Cc: stable@vger.kernel.org
Signed-off-by: Vegard Nossum <vegard.nossum@oracle.com>
---
 drivers/base/firmware_class.c | 4 ++--
 1 file changed, 2 insertions(+), 2 deletions(-)

diff --git a/drivers/base/firmware_class.c b/drivers/base/firmware_class.c
index 773fc30..4dddf7f 100644
--- a/drivers/base/firmware_class.c
+++ b/drivers/base/firmware_class.c
@@ -43,8 +43,8 @@ MODULE_LICENSE("GPL");
 
 #ifdef CONFIG_FW_LOADER
 
-extern struct builtin_fw __start_builtin_fw[];
-extern struct builtin_fw __end_builtin_fw[];
+extern struct builtin_fw *__start_builtin_fw;
+extern struct builtin_fw *__end_builtin_fw;
 
 static bool fw_get_builtin_firmware(struct firmware *fw, const char *name)
 {
-- 
1.9.1

^ permalink raw reply related	[flat|nested] 9+ messages in thread

end of thread, other threads:[~2016-10-14  6:31 UTC | newest]

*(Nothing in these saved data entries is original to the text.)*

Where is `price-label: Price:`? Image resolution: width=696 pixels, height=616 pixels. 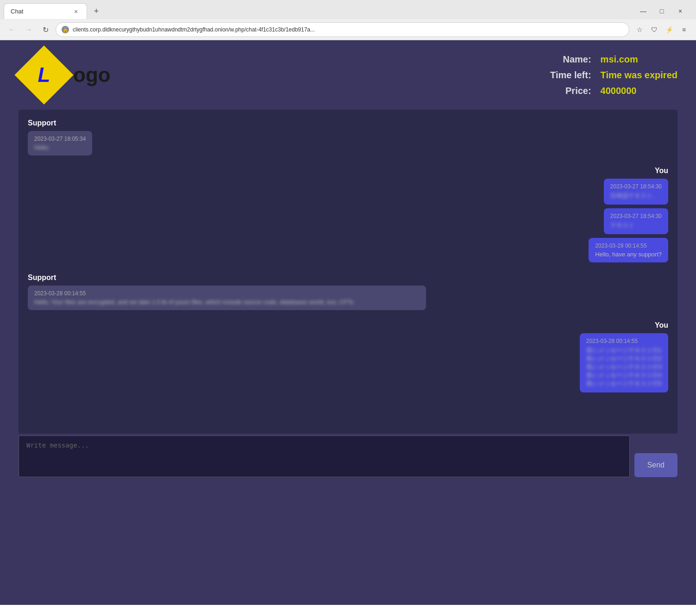 price-label: Price: is located at coordinates (571, 91).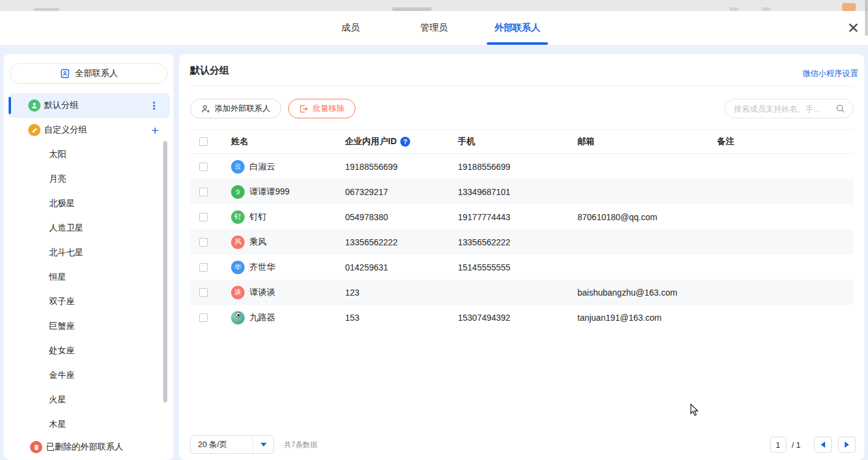  Describe the element at coordinates (517, 167) in the screenshot. I see `contact-phone: 19188556699` at that location.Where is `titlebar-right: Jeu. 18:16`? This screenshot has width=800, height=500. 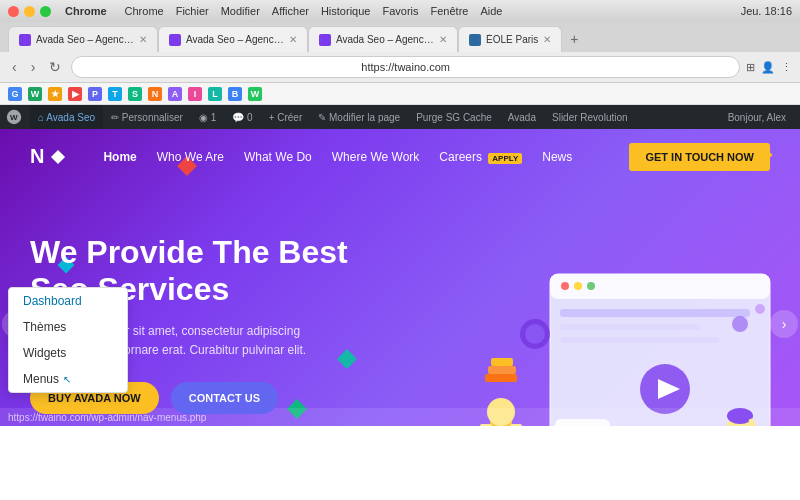
titlebar-right: Jeu. 18:16 is located at coordinates (766, 11).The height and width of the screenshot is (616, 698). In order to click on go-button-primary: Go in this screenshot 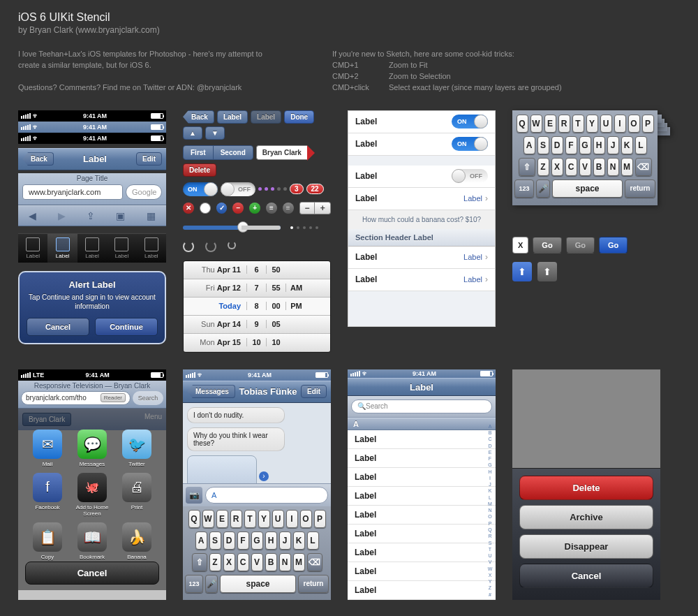, I will do `click(613, 245)`.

Thread overview: 9+ messages (download: mbox.gz / follow: Atom feed)
-- links below jump to the message on this page --
2016-06-28 12:23 [PATCH] firmware: declare __{start,end}_builtin_fw as pointers George Spelvin
2016-06-28 20:08 ` Linus Torvalds
  -- strict thread matches above, loose matches on Subject: below --
2016-06-25 15:04 Vegard Nossum
2016-06-25 21:06 ` Vegard Nossum
2016-06-26  9:24   ` Vegard Nossum
2016-06-26 17:17     ` Linus Torvalds
2016-10-14  5:52       ` Jiri Slaby
2016-10-14  6:25         ` Vegard Nossum
2016-10-14  6:30           ` Jiri Slaby

This is a public inbox, see mirroring instructions
for how to clone and mirror all data and code used for this inbox;
as well as URLs for NNTP newsgroup(s).